Morpheus

Phooey…I am still pooped out.  Three nights now of less than satisfactory sleep.  And my standard for a satisfactory night’s sleep is pretty low.  I was insomniac for years.  I stopped being insomniac, in an extreme way, when I went on meds.  When I was first prescribed Prozac, I don’t know how many years ago, I was at first also given Xanax for anxiety.  That stuff was crap.  So I got myself switched to clonazepam.

 

crazyface 

.25 milligrams in the morning, and .50 milligrams at night.  If I am able to get to sleep at all, that’s the stuff that does it.  Over the years I managed to cut back by .25 because the stuff is an energy drainer, but even cutting back that .25 was rough.  Withdrawal produced some really, really dark feelings.  Every time I mention cutting back more my psychiatrist gets edgy and starts talking about how I must cut back VERY SLOWLY.  Now it seems they have a .25 tab that is water soluble.  So you can put the tab in a glass of water and drink a little less of the stuff over time.
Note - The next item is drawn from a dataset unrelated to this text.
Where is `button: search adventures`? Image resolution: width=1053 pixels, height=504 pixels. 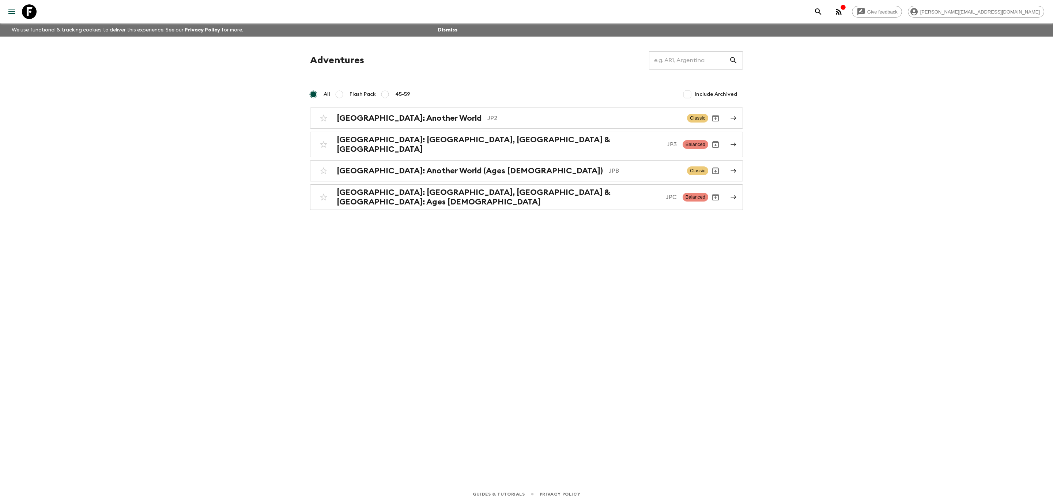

The stuff is prescribed for epilepsy, anxiety, panic attacks and the notorious restless leg syndrome.  Somehow it makes the brain “less active,” whatever the hell that means.  But I guess I know because before I started taking the stuff I would just toss and turn hour after hour chewing on some thought.  

I have had only three or four true blue anxiety attacks.  Once I was eating and for some reason, my arm starting shaking and I couldn’t get the food to my mouth, and then I felt I couldn’t breathe.  I went outside to walk around to calm myself, but that didn’t work.  I thought I was having a heart attack.  But then my reading in psychology came to my rescue and I concluded that I was having an anxiety attack, so I went back inside and took an extra tab of clonazepam and the attack went away in about half an hour—probably placebo effect plus the drug kicking in.

Damn, I depress myself just by thinking about myself.

Now critics of the consumer society and the drug industry say we take these meds just to take care of ordinary human unhappiness.  The implication is that we have lost our souls and want a happy pill for everything, like Huxley’s “soma,” or something.  Well, I don’t think not being able to sleep well for years upon years or going around thinking you are having a heart attack when you aren’t is ordinary human unhappiness.  And if it is, I think more allowances—in the form of extended vacations, reduced work days, more and more personal days, as well as institutionalized and socially accepted nap time on the job—ought to be made for those suffering from ordinary human unhappiness.